The nominees for the first annual Critics’ Choice Television Awards were released this morning, and my Twitter stream lit up with excitement over nominations for shows criminally overlooked by the Emmys in previous years. I saw tweets from excited bloggers, excited fans, excited executives, and even excited nominees. And yet, when I went to actually look at the nominees, my response was more apprehension than excitement.

Now, my issue is not so much with who/what was nominated, but rather how those people/shows were nominated. Essentially, I consider the Critics’ Choice Television Awards to be a large-scale extension of “Dream Emmy Ballot” pieces, an outlet through which an individual or group can increase their own profile by pandering to fans of particular programs by including them and pointing out that the Emmys will never do the same. This is not an effort to create a more transparent or accurate nomination process, nor does it place any pressure on the Academy to revamp the Emmy Awards process: all it does is use the lure of awards glory to gain our attention.

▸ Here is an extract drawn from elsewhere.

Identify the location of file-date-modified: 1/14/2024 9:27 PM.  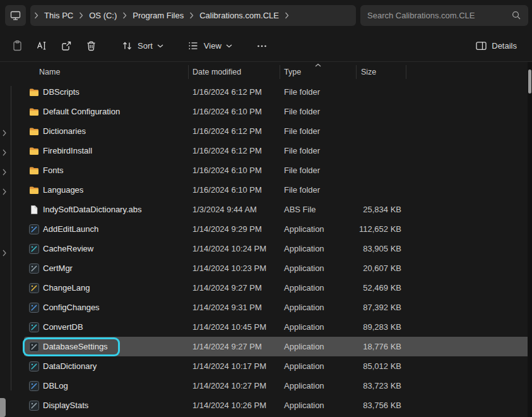
(235, 346).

And while it’s nice to see someone pandering to my demo for a change, that doesn’t mean that we should be partying in the streets.

Continue reading

2 Comments

Filed under Award Shows

Game of Thrones – “The Pointy End”

“The Pointy End”

June 5th, 2011

“Written by George R.R. Martin”

The credits for Game of Thrones has always read “Created by David Benioff and D.B. Weiss,” but the question of authorship has always been considerably more complicated. The fact is that this is very clearly George R.R. Martin’s world, and George R.R. Martin’s characters, and even George R.R. Martin’s story – while we can certainly argue that Benioff and Weiss have taken certain liberties, adding scenes and shifting character allegiances, it has not utterly transformed Martin’s vision. And yet, at the same time, we can’t say that this is Martin’s show, as he was ancillary to the myriad of decisions which move beyond the initial creation to the execution and design. A Song of Ice and Fire may be his story, but Game of Thrones is not his television show, and there’s an odd shared ownership of Westeros that has been evident throughout the season.

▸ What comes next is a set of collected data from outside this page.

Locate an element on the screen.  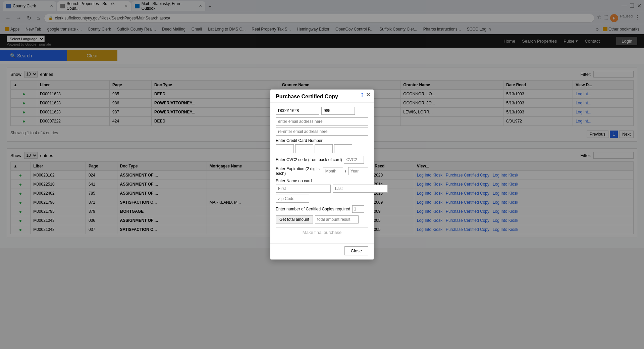
email-confirm-field is located at coordinates (322, 132).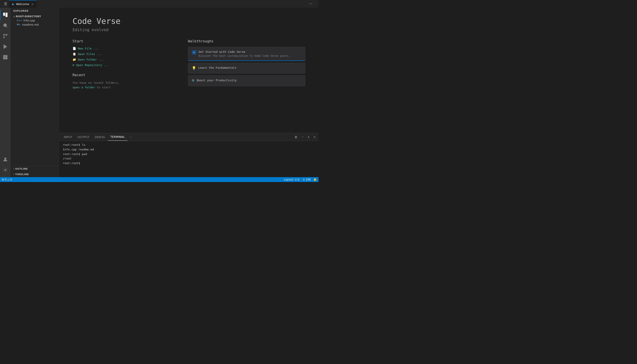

I say evident, mind you, and not problematic. The scenes that have been added have been strong, and the decisions made have been mostly logical if not necessarily ideal in every instance (or for every fan). However, here you have an instance where the person doing the adaptation is Martin himself, given a chance to return to key moments and characters and tell the same story all over again. And yet, he’s now working within someone else’s show even when he’s working within his own story, an intriguing scenario that I thought going in might make for an intriguing case study.

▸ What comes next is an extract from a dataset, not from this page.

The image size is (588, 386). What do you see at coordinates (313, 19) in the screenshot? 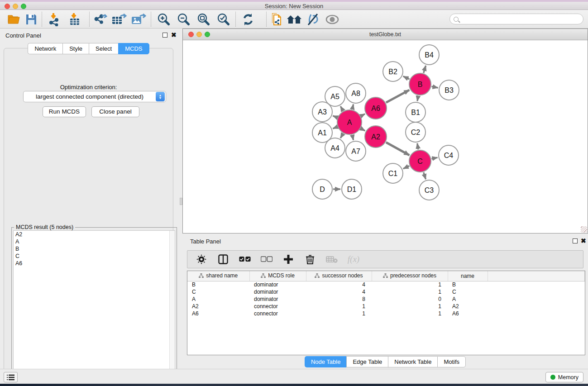
I see `hide-annotations-icon` at bounding box center [313, 19].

However, there’s honestly nothing to really see here: while this is a very strong outing, and maintains the momentum from last week’s episode quite brilliantly even as it hits the fast forward button on the narrative action (and thus risks missing key pieces of the puzzle), I don’t think we see some sort of crisis of authorship. Martin’s return coincides with the period where exposition goes out the window, and where major story events are starting to take shape. It is a period where characters are making decisions instead of pondering them, and where key themes are beginning to filter throughout the storylines at a rapid pace, and so any authorship is swallowed up by the sheer presence of the realm and those outside its borders who threaten it.

In other words, it’s just as Martin intended it, and thus as Benioff and Weiss intended it as well.